For some reason I’ve ended up reading a bit of history of linguistics the last few months. I’ve felt at a bit of a disadvantage not knowing the context to various arguments that have sprung up during this Chomskyan era, and it’s nice to see how they fit together. It’s also instructive to get a different perspective on philosophy. Linguistics, at least at the syntax and semantics end, is just about the closest discipline in the modern university to philosophy (maybe cog sci as it is practiced in some places is closer, but not by much). But still there’s a very different take on things.
Here’s a passage from a fairly brief survey of recent developments in semantics by Barbara Abbott.
In August of 1969 the philosophers Donald Davidson and Gilbert Harman organized a small colloquium of logicians and linguists in an effort to promote more fruitful interactions, but Quine (one of the participants) remarked in his condensed autobiography that ‘[t]he colloquium was a fiasco at bridge building’ (Quine 1986, 38), and suggested that the personalities involved were the cause. However the volume that resulted from this small conference, Davidson & Harman 1972, contained many classic articles (including contributions from both Partee and Montague) which were widely read by linguists as well as philosophers, and ultimately the work of Montague and Partee along with linguistically inclined philosophers like David Lewis and Robert Stalnaker had and continue to have a tremendous impact on the field.
I bet there’s not many philosophers who would talk about the important semantics papers in that volume and not mention a paper on names that first appeared there.

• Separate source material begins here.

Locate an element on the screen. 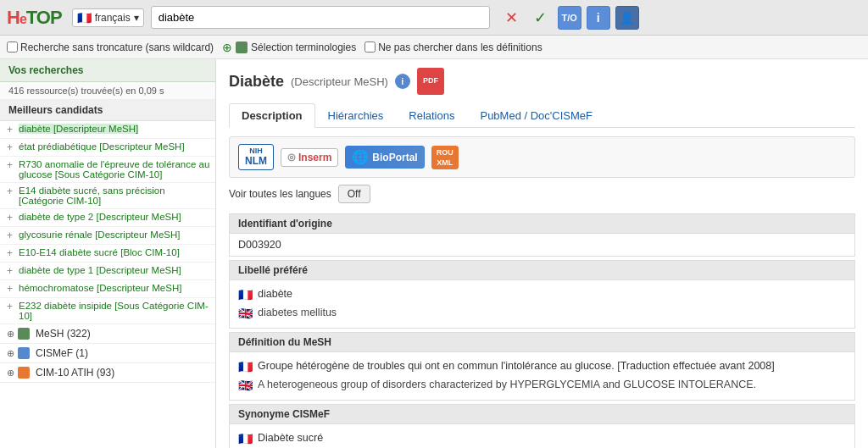 The height and width of the screenshot is (448, 868). logo: HeTOP is located at coordinates (34, 18).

I’m not, I should stress, having a swipe at Abbott here. In the history she’s covering, “Naming and Necessity” simply doesn’t play that huge a role.
If you want a really unscientific but easy to use method for measuring the influence of various philosophers on modern semantics, you can use Google to search for how many times and how widely they are cited in papers in the wonderful Semantics Archive. This method won’t yield results for some philosophers, because Google can’t tell Bach from Bach, or Austin from Austin, or King from the King, although I think it can in practice tell Stanley from Stanley. Anyway, here are the results for a few randomly selected philosophers of language: Montague, Lewis, Higginbotham, Grice, Stalnaker, Davidson, Strawson, Kripke, Stanley, Williamson, Searle, Putnam, Burge, Dummett, Weatherson.
(Obligatory political postscript. You might notice the list I’ve got is a little lacking in gender diversity. I could have added some extra names to make the list a little more diverse, but the most obvious candidates would be relatively junior faculty – Graff and Jeshion for example. Senior women in philosophy of language, particularly in semantics in philosophy departments, are not exactly flooding the marketplace. The contrast with what we see in linguistics is striking. Just in New England a list of the most important semanticists would have Partee, Heim, Kratzer, Jacobson and Iatridou at or near the top. I’m just making observations here, not making prescriptions, and there are sample size effects to consider, but I really don’t think the contrast reflects at all well on philosophy.)
(UPDATE: Two observations about the political point at the end. I was worried that the asymmetry I alluded to was more due to my faulty memory or observations than to reality. So I checked an independent source. In Peter Ludlow’s philosophy of language reader, the only papers by women either included in the text or listed as additional reading were written by theorists who are primarily employed in linguistics departments. (Though it’s worth pointing out that two of those theorists, Barbara Partee and Sally McConnell-Ginet, are also affiliated to the philosophy departments at their respective institutions.) Second, as I sort of said already, the asymmetry is nowhere near as striking when one looks beyond the ranks of full professor. Or so it seems to me at least.)